Not because he wanted to reject the whole silly tradition that some stupid first speech by a newly minted Senate blowhard is somehow so precious it is to be called “maiden” and politely applauded and toasted afterward for posterity or something. I am certain that not a single one of the other “maiden” speeches — blech!!!! — delivered on the Senate floor this year has been worth watching, much less applauding or remembering.
No, Mr. Sasse waited simply because he did not want to speak until he actually had something worth saying. (I know what you’re thinking. “And he’s a politician? And he got elected to the United States Senate? Something is wrong here.”)
Not only did Mr. Sasse want to wait until he had something worth saying, but he also had something particular he wanted to talk about. He wanted to talk about how entirely broken the United States Senate has become.
He wanted to talk about how dangerously out of whack the whole separation of powers has become, sending the bloated federal government on a glidepath to monstrous and unstoppable debt and eventual doom.
He wanted to talk about all the ways presidents from both parties and members of both chambers of Congress have inexplicably conspired to cede greater and greater control from the legislative branch to the executive branch. Today, we see, there is virtually no check whatsoever left on the executive branch.
And he wanted to talk about the insidiously corrosive effect that the increasingly ungovernable “administrative state” has on a free society.
Mr. Sasse wanted to sound the alarm on America’s coming ruin.
The message he brings from home: “A pox on both parties and all your houses! We don’t believe politicians are even trying to fix this mess.”
And a sidewinder for a couple of fellow Senate Republicans running for higher office: “To the grandstanders who use this institution as a platform for outside pursuits: Few believe the country’s needs are as important to you as your ambitions.”
Yowza!
And to whorish Senate Democrats who would trade away their grandmother if they could get a good deal on her: “Few believe bare-knuckled politics are a substitute for principled governing.”
The primary reason for this catastrophic legislative decay, Mr. Sasse warned, is the death of debate in the United States Senate, once envisioned as the “world’s greatest deliberative body.”
Not the fake barking back and forth and manufacturing of fake “facts” and statistics we always see. But actual debates where honest men and women argue about real and serious problems.

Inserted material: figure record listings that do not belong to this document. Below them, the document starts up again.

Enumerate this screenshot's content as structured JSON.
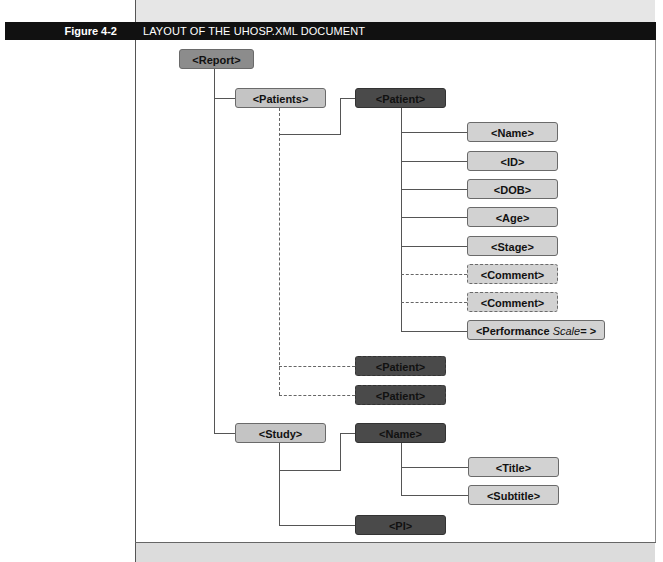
{
  "figure": {
    "label": "Figure 4-2",
    "title": "LAYOUT OF THE UHOSP.XML DOCUMENT"
  },
  "nodes": {
    "report": "<Report>",
    "patients": "<Patients>",
    "patient": "<Patient>",
    "name": "<Name>",
    "id": "<ID>",
    "dob": "<DOB>",
    "age": "<Age>",
    "stage": "<Stage>",
    "comment1": "<Comment>",
    "comment2": "<Comment>",
    "performance_prefix": "<Performance ",
    "performance_attr": "Scale",
    "performance_suffix": "= >",
    "patient_opt1": "<Patient>",
    "patient_opt2": "<Patient>",
    "study": "<Study>",
    "study_name": "<Name>",
    "title": "<Title>",
    "subtitle": "<Subtitle>",
    "pi": "<PI>"
  },
  "colors": {
    "title_bar": "#111111",
    "node_mid": "#8c8c8c",
    "node_light": "#c4c4c4",
    "node_dark": "#4a4a4a"
  }
}
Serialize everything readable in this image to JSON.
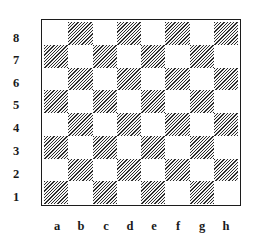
{
  "board": {
    "files": [
      "a",
      "b",
      "c",
      "d",
      "e",
      "f",
      "g",
      "h"
    ],
    "ranks": [
      "8",
      "7",
      "6",
      "5",
      "4",
      "3",
      "2",
      "1"
    ],
    "light_square_style": "plain white",
    "dark_square_style": "diagonal hatching",
    "rows": [
      [
        "light",
        "dark",
        "light",
        "dark",
        "light",
        "dark",
        "light",
        "dark"
      ],
      [
        "dark",
        "light",
        "dark",
        "light",
        "dark",
        "light",
        "dark",
        "light"
      ],
      [
        "light",
        "dark",
        "light",
        "dark",
        "light",
        "dark",
        "light",
        "dark"
      ],
      [
        "dark",
        "light",
        "dark",
        "light",
        "dark",
        "light",
        "dark",
        "light"
      ],
      [
        "light",
        "dark",
        "light",
        "dark",
        "light",
        "dark",
        "light",
        "dark"
      ],
      [
        "dark",
        "light",
        "dark",
        "light",
        "dark",
        "light",
        "dark",
        "light"
      ],
      [
        "light",
        "dark",
        "light",
        "dark",
        "light",
        "dark",
        "light",
        "dark"
      ],
      [
        "dark",
        "light",
        "dark",
        "light",
        "dark",
        "light",
        "dark",
        "light"
      ]
    ],
    "pieces": []
  },
  "colors": {
    "background": "#ffffff",
    "border": "#1c1c1c",
    "hatch_line": "#2b2b2b",
    "light_square": "#ffffff",
    "label_text": "#1a1a1a"
  }
}
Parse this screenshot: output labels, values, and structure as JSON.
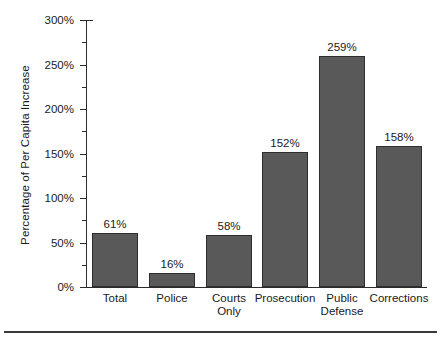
{
  "chart_data": {
    "type": "bar",
    "title": "",
    "subtitle": "",
    "xlabel": "",
    "ylabel": "Percentage of Per Capita Increase",
    "categories": [
      "Total",
      "Police",
      "Courts Only",
      "Prosecution",
      "Public Defense",
      "Corrections"
    ],
    "category_lines": [
      [
        "Total"
      ],
      [
        "Police"
      ],
      [
        "Courts",
        "Only"
      ],
      [
        "Prosecution"
      ],
      [
        "Public",
        "Defense"
      ],
      [
        "Corrections"
      ]
    ],
    "values": [
      61,
      16,
      58,
      152,
      259,
      158
    ],
    "value_labels": [
      "61%",
      "16%",
      "58%",
      "152%",
      "259%",
      "158%"
    ],
    "ylim": [
      0,
      300
    ],
    "ytick_values": [
      0,
      50,
      100,
      150,
      200,
      250,
      300
    ],
    "ytick_labels": [
      "0%",
      "50%",
      "100%",
      "150%",
      "200%",
      "250%",
      "300%"
    ],
    "yminor_tick_values": [
      25,
      75,
      125,
      175,
      225,
      275
    ],
    "grid": false,
    "legend": null,
    "legend_position": "none",
    "bar_color": "#595959",
    "bar_edge_color": "#2e2e2e",
    "axis_color": "#2b2b2b",
    "background_color": "#ffffff"
  },
  "footer": {
    "rule_color": "#3a3a3a"
  }
}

“We in recent decades have allowed the short-termism of sound-bite culture to invade this chamber and radically reduce so many debates to fact-free zones.”
And — thank goodness — Mr. Sasse moved quickly to squash the perennial canard from the screaming weenies about the need for more “civility” on the Senate floor.
No, he said. “This is not a call for less fighting, but for more meaningful fighting.”
Sure, the speech was sharp, concise and brutally honest. But the greatest thing about it was the surprising sense of hopefulness.
Delivered with the senator’s trademark goofy grin and genuine humility when speechifying, it wasn’t an angry harangue.
It was a call to arms, the reading of a serious mission.
Delivered by a guy who looks like your average college football coach, talking to his losing team, inspiring them to dig down, focus and reach once again for greatness.